According to Grassroots Motorsports Magazine, you can get your BMW down to the barrel's weight is you remove all the sound deadening insulation and the passenger seats.
I could probably come darn close by 86'ing the power seats and top...
Ah, just compare it to the Rheinmetall 120mm L/55. ;-)
Like the M256, the Z3 is a German design built in America. :)
Well, yes.
And so is the M-Class.
The Saturn V.
The M60 is a combination of German designs, albeit a bad one.
The Abrams is German except for its engine, some claim.
BTW, what is "86'ing"?
to 86 (transitive verb): to drop unceremoniously, round-file; to shit-can.
Source, either the address of an often-raided NY speakeasy, or the form used to delete a memory scheme item in the post office.
BMW started making cars under English license.

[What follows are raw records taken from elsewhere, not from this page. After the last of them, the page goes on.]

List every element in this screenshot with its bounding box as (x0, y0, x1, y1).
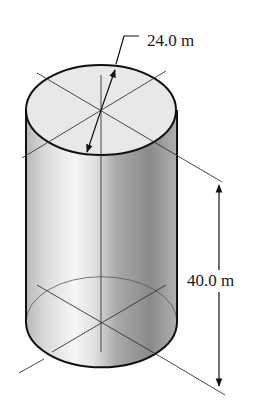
diameter-label: 24.0 m (147, 32, 194, 49)
cylinder-diagram (0, 0, 266, 414)
height-label: 40.0 m (186, 271, 235, 290)
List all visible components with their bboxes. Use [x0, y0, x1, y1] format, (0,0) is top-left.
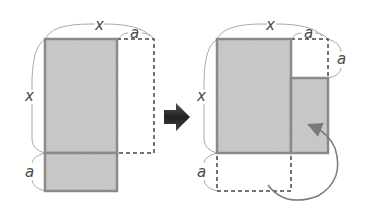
- label-top-x: x: [94, 16, 104, 34]
- label-left-a: a: [197, 163, 206, 181]
- dashed-top-right-square: [291, 39, 328, 78]
- main-rectangle: [217, 39, 291, 153]
- label-left-x: x: [24, 87, 34, 105]
- main-rectangle: [45, 39, 117, 153]
- bottom-strip: [45, 153, 117, 191]
- right-figure: x a a x a: [196, 16, 346, 200]
- dashed-extension: [117, 39, 154, 153]
- label-left-x: x: [196, 87, 206, 105]
- bracket-left-x: [32, 40, 45, 153]
- left-figure: x a x a: [24, 16, 154, 191]
- transform-arrow-icon: [164, 103, 190, 131]
- label-right-a: a: [337, 50, 346, 68]
- dashed-bottom-strip: [217, 153, 291, 191]
- moved-strip: [291, 78, 328, 153]
- label-top-a: a: [130, 24, 139, 42]
- label-top-a: a: [304, 24, 313, 42]
- label-top-x: x: [265, 16, 275, 34]
- label-left-a: a: [25, 163, 34, 181]
- diagram-canvas: x a x a x a a x a: [0, 0, 371, 219]
- bracket-left-x: [204, 40, 217, 153]
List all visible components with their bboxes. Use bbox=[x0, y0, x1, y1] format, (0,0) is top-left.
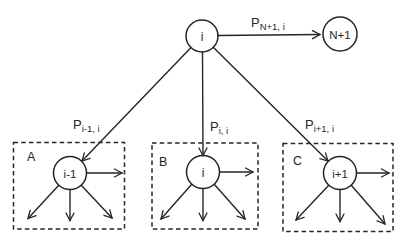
edge-label-p-c-sub: i+1, i bbox=[314, 123, 334, 134]
edge-label-p-b: Pi, i bbox=[210, 119, 228, 136]
node-exit-label: N+1 bbox=[329, 29, 350, 41]
box-b-letter: B bbox=[159, 155, 167, 169]
node-top-i-label: i bbox=[201, 30, 204, 44]
edge-label-p-exit-sub: N+1, i bbox=[260, 21, 285, 32]
box-c-letter: C bbox=[293, 154, 302, 168]
box-a-down-right-arrow bbox=[82, 186, 113, 219]
edge-label-p-c: Pi+1, i bbox=[305, 117, 334, 134]
edge-label-p-c-base: P bbox=[305, 117, 314, 132]
box-c-down-right-arrow bbox=[352, 186, 386, 225]
edge-label-p-a-base: P bbox=[73, 117, 82, 132]
box-b-down-right-arrow bbox=[215, 185, 246, 220]
edge-i-to-box-c-arrow bbox=[214, 48, 329, 162]
node-b-i-label: i bbox=[202, 166, 205, 180]
diagram-canvas: i N+1 i-1 i i+1 A B C PN+1, i Pi-1, i Pi… bbox=[0, 0, 411, 244]
edge-label-p-exit: PN+1, i bbox=[251, 15, 285, 32]
box-a-down-left-arrow bbox=[28, 186, 59, 219]
edge-label-p-a: Pi-1, i bbox=[73, 117, 100, 134]
box-c-down-left-arrow bbox=[296, 186, 329, 221]
box-a-letter: A bbox=[27, 150, 36, 164]
edge-label-p-b-sub: i, i bbox=[219, 125, 229, 136]
node-i-plus-1-label: i+1 bbox=[332, 168, 348, 180]
edge-i-to-exit-arrow bbox=[218, 35, 320, 36]
edge-i-to-box-a-arrow bbox=[82, 48, 191, 162]
edge-label-p-a-sub: i-1, i bbox=[82, 123, 100, 134]
edge-label-p-b-base: P bbox=[210, 119, 219, 134]
edge-label-p-exit-base: P bbox=[251, 15, 260, 30]
box-b-down-left-arrow bbox=[161, 185, 192, 220]
node-i-minus-1-label: i-1 bbox=[64, 168, 77, 180]
edge-i-to-box-b-arrow bbox=[203, 52, 204, 156]
transition-diagram: i N+1 i-1 i i+1 A B C PN+1, i Pi-1, i Pi… bbox=[0, 0, 411, 244]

To get even, a German designed the Triumph twin.
shamelessly lifted from Fr Frog's page on ballistics comes this bit of not-so-trivial trivia:
KE of the M829 APFSDS-T (Armor Piercing Fin Stabilized Discarding Sabot-Tracer) 120mm round. It throws a 9.41 pound (that's 65,870 grains), 1.06" diameter, 31" long, depleted uranium dart at 5480 f/s from the 120mm M256 smooth-bore tank canon on the M1A1 and M1A2 tanks.
Lets see now -- KE (ft lbs) = (W * V²) / 450240. That gives us (65,870 * 5480 * 5480) / 450436 which boils down to (hold on to your hats!) 4,391,500 foot pounds (that's right 4.3 MILLION ft lbs).
Whoooeffingwaa!
Hunter
Ketchikan, AK
My Z3 coupe with a 3.0 liter in line V6 was not even in British designers wet dreams when they made the Triumph.
mike
[quote]3.0 liter in line V6[/quote]
I want me one of those inline V6's. ;)
Well, there are VR6's, which are kinda like "inline V6's" (at least that'd be the literal translation of the German abbreviation VR).
In fact they are V6's with a 15° angle between cylinder planes and one cylinder block instead of two.
http://en.wikipedia.org/wiki/VR6
Two banks of cylinders breathing through the same cylinder head just ain't natural.